An engagement pulse survey and AI analysis works best when the survey design and the analysis method are planned together. Most HR teams run the survey first, then figure out how to analyze it. That leads to open questions that are too broad and data that's hard to act on. On aidowith.me, the Employee Survey route covers 10 steps in about 1 hour 30 minutes. You'll write 8 pulse questions designed for AI analysis (specific, consistent, with one open text field), collect responses, run a structured theme-extraction prompt, and produce a 1-page analysis with 3 recommended actions. Companies that run monthly pulse surveys and share results within 1 week of closing see 25% higher response rates on the next round. Employees trust the feedback loop when they see results fast and can connect survey outcomes to real changes in how the team works.
Last updated: April 2026
The Problem and the Fix
Without a route
- Your last pulse survey had 6 open text questions and you spent 8 hours reading 80 responses trying to spot patterns that weren't obvious.
- Response rates drop every round because employees don't see what changed from the last survey, so they stop believing anything will happen.
- The analysis report you send to leadership is 12 pages of charts and they ask you to summarize it in a meeting anyway.
With aidowith.me
- A pulse question design framework limits open text to 1 field and structures the rest as rated scales that feed directly into AI analysis.
- A "what changed" section in the report closes the feedback loop by showing employees what the last survey triggered.
- A 1-page analysis format with 3 action items is what leadership needs; the 12-page version stays in the appendix.
Who Builds This With AI
HR & People Ops
Job descriptions, interview kits, onboarding docs built fast.
Managers & Leads
Reports, presentations, and team comms handled faster.
Founders
Move fast on pitches, pages, research. AI as your first hire.
How It Works
Design the pulse survey for AI analysis
Write 7 scale questions and 1 open text question using the pulse design framework. Each scale question maps to a specific engagement driver: clarity, autonomy, recognition, growth, relationships, workload, and alignment. The open text question asks for one thing only.
Collect and prepare responses
Run the survey for 5-7 days. Export responses. Strip any identifiers. Organize scale scores into a summary table and paste open text responses as a numbered list. You're now ready for analysis.
Run AI analysis and package results
Run the theme-extraction prompt on open responses. Cross with scale score averages. Identify 3 action items from the highest-impact themes. Write the 1-page report. Share with leadership within 1 week of closing the survey.
Run a Pulse Survey That Drives Real Change
Join aidowith.me and start the Employee Survey route. Design a pulse survey and run AI analysis that gives leadership 3 clear action items.
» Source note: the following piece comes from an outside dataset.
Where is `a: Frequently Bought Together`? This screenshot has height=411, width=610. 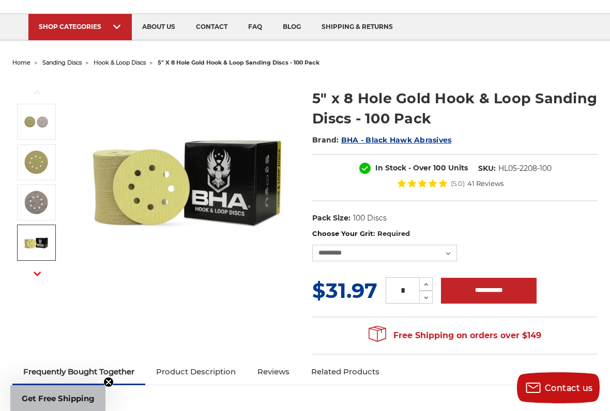 a: Frequently Bought Together is located at coordinates (79, 372).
Start This Route →What You Walk Away With
Design the pulse survey for AI analysis
Collect and prepare responses
Run AI analysis and package results
A 1-page analysis format with 3 action items is what leadership needs; the 12-page version stays in the appendix.
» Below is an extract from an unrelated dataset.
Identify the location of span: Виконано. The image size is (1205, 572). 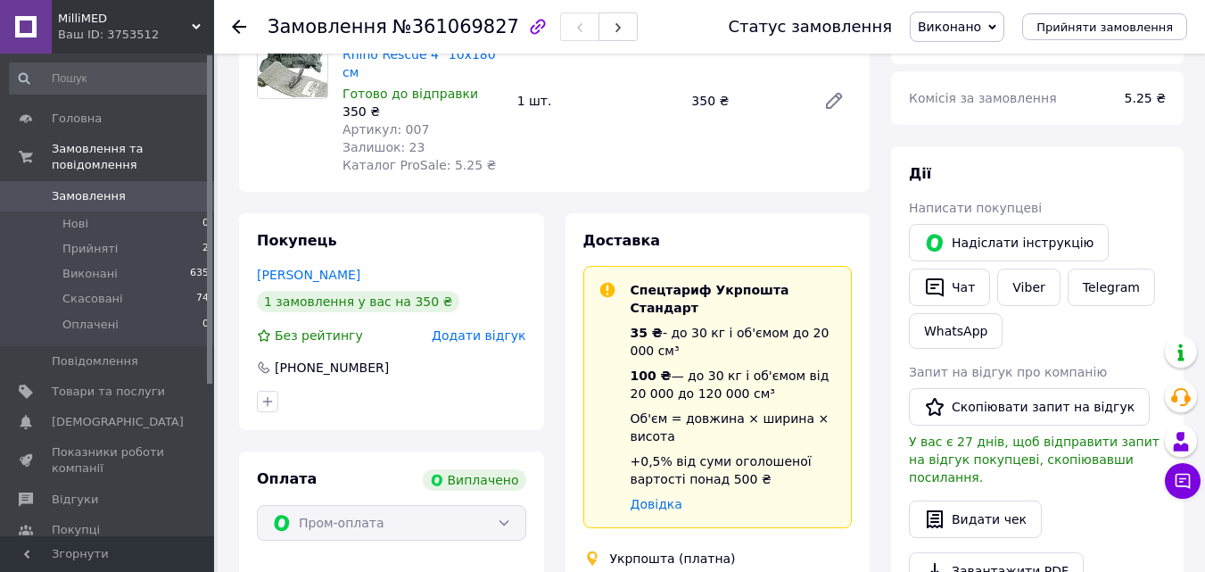
(949, 27).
"We went from 40% to 68% response rate in 2 rounds just by sharing a "what changed" section and cutting the survey from 20 questions to 8. The AI analysis takes me 45 minutes now instead of a full day."- People Operations Specialist, software company
Questions
Eight questions is the sweet spot: 7 rated scales (1-5 or 1-10) and 1 open text question. Scale questions give you consistent data that's easy to trend over time and easy for AI to analyze. One open text question gives employees a voice without creating an analysis burden. More than 10 questions drops response rates. Fewer than 5 gives you too little signal. The route on aidowith.me walks you through which 7 engagement drivers to cover and how to phrase each question.
You need two inputs: aggregated scale scores by question and the open text responses as a numbered list. For scale scores, calculate the average per question and note any scores below 3.5 (on a 5-point scale). For open text, paste all responses into a theme-extraction prompt that groups similar responses and counts how many responses fit each theme. Cross the two analyses: if the "recognition" scale is low and several open responses mention recognition, that's a high-confidence action area.
Within 1 week of closing the survey. Speed matters more than completeness for pulse surveys. Employees who see results within a week are more likely to respond to the next round. Share the 1-page summary, not the full analysis. The most important element is the "what changed" section that connects this survey to actions from the last one. If nothing changed yet, say so and give a timeline. Honesty about inaction is better than silence.